Republican opposition is solidifying to President Barack Obama’s $447 billion job creation plan, and his pending proposal to raise taxes on millionaires is already under GOP fire.

“If we’re just going to do class warfare and get tax increases out of this, then I don’t think much will come of it,” Rep. Paul Ryan (R-Wis.) said on “Fox News Sunday,” responding to news that the president plans on Monday to propose a minimum tax rate for those making more than $1 million a year.

First reported in the New York Times, the millionaire tax plan is the latest installment in Obama’s job creation and deficit reduction plan. Republicans have said that they are committed to finding areas of agreement with the president but have assailed virtually all the specifics of his jobs plan, which would include payroll tax cuts and transportation and school infrastructure investments.

On the Sunday talk show circuit, Republicans rejected Obama’s millionaire tax idea out of hand. It’s been dubbed the “Buffett Rule,” thanks to billionaire investor Warren Buffett’s public arguments that the wealthiest Americans pay taxes at a lower rate than middle-class workers.

“We don’t want to stagnate this economy by raising taxes,” Senate Minority Leader Mitch McConnell said on NBC’s “Meet the Press.” The Kentucky Republican added that the GOP is “not opposed to more revenue” but endorses tax reform as the way to achieve that end.

On CNN’s “State of the Union,” Sen. Lindsey Graham (R-S.C.) sounded a similar note. Arguing that “tax policy is jobs policy,” the South Carolina Republican said that an overhaul of the federal tax code that is flatter and simpler would do more to stimulate job growth than creating new layers of tax breaks and tax increases. He also reiterated the GOP view that new federal policies on health care and financial services have created uncertainty in those sectors that has stalled job growth.

But Sen. Majority Whip Dick Durbin, appearing on the same program, insisted that the elements of the president’s new jobs proposal are popular among voters. The Illinois Democrat added that he would support raising income taxes.

“If it’s on people who are wealthy and comfortable and wouldn’t even notice it? Yes,” he said.

Durbin said the president’s jobs plan will be a topic of debate in the Senate beginning next week but added that it’s more realistic to expect the bill itself to be on the floor in October.

Economist Alice Rivlin, also on CNN, echoed the view of many conservatives that the time has come for a structural change in the tax system.

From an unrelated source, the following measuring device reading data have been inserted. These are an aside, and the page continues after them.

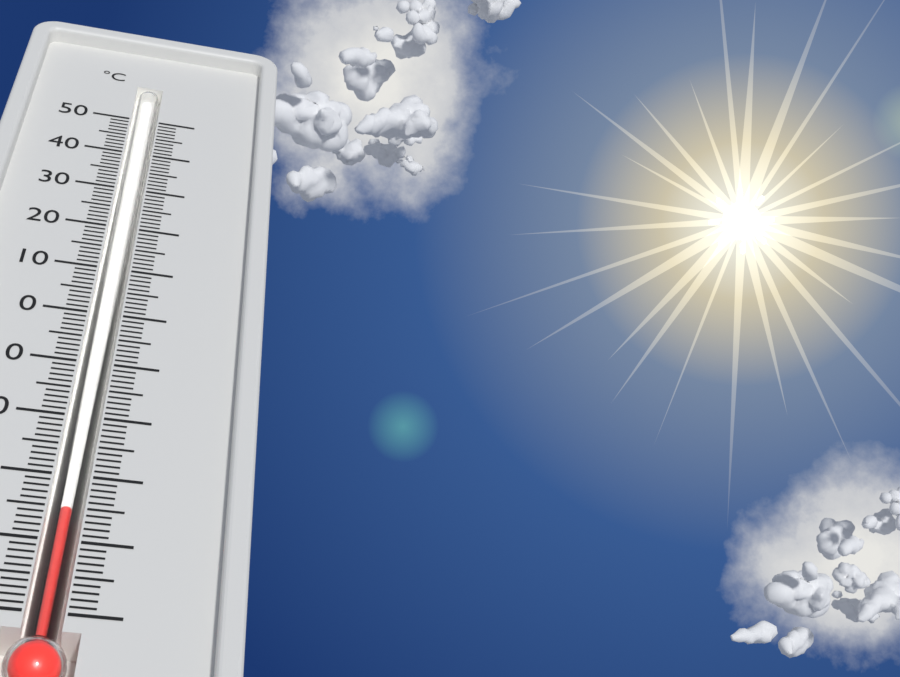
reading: -35 °C
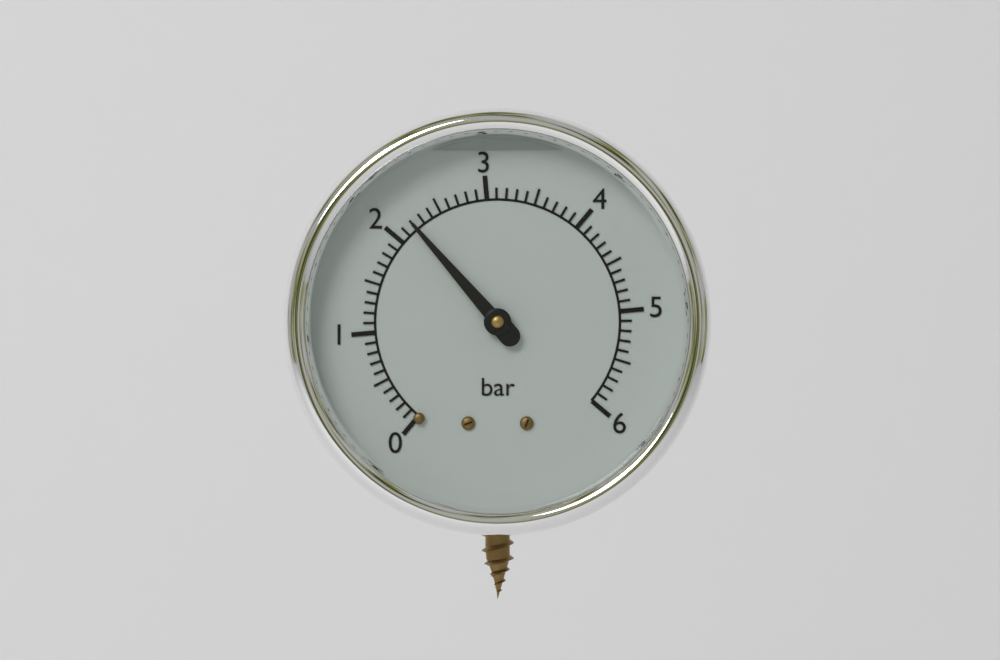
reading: 2.2 bar
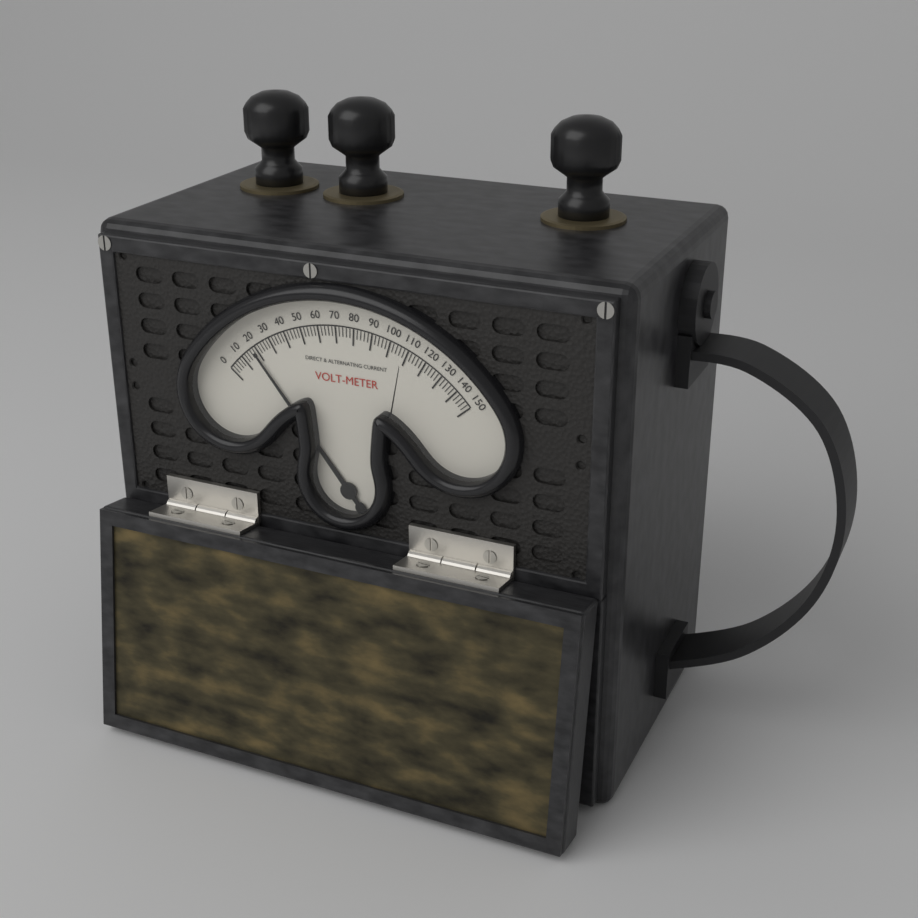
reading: 18 V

On the president’s proposal to offer tax incentives to small businesses to hire more people, she said: “At the margin, it could help and that’s good.”

But on the president’s Buffett Rule, she said, “The way to fix the tax code is to fix the tax code, not to add another complication.”

The jobs and tax debate is emerging as a flash point in the intensifying 2012 presidential campaign. Graham said Obama has done “everything in his power” to make himself a one-term president with policies that have made a bad economy worse. But Durbin argued that the election is still 14 months away and that Obama will not be running against a “black box” but an opponent who brings flaws of his or her own.

Durbin said the GOP will have trouble selling a candidate who has earned the support of the tea party movement and its confrontational approach to policy disputes.

“Remember, the tea party is not very popular in America,” Durbin said. “I don’t think people like that style of politics, and that’s what we’ll be facing in November 2012.”

President Bill Clinton, appearing on Sunday with McConnell on “Meet the Press,” gave Obama’s jobs plan a thumbs up. He pointed to independent economic analysis that suggests that, if adopted, the plan will boost gross domestic product and reduce unemployment in 2012, but he added, “I doubt that Republicans want that to happen in 2012.”

Clinton acknowledged the economic pressures that have thrown Obama on the defensive, saying the president has “been dealt a tough hand.” But he added: “I think he’s got a plan now, he’s on the right track. And I don’t think the poll numbers mean much right now.”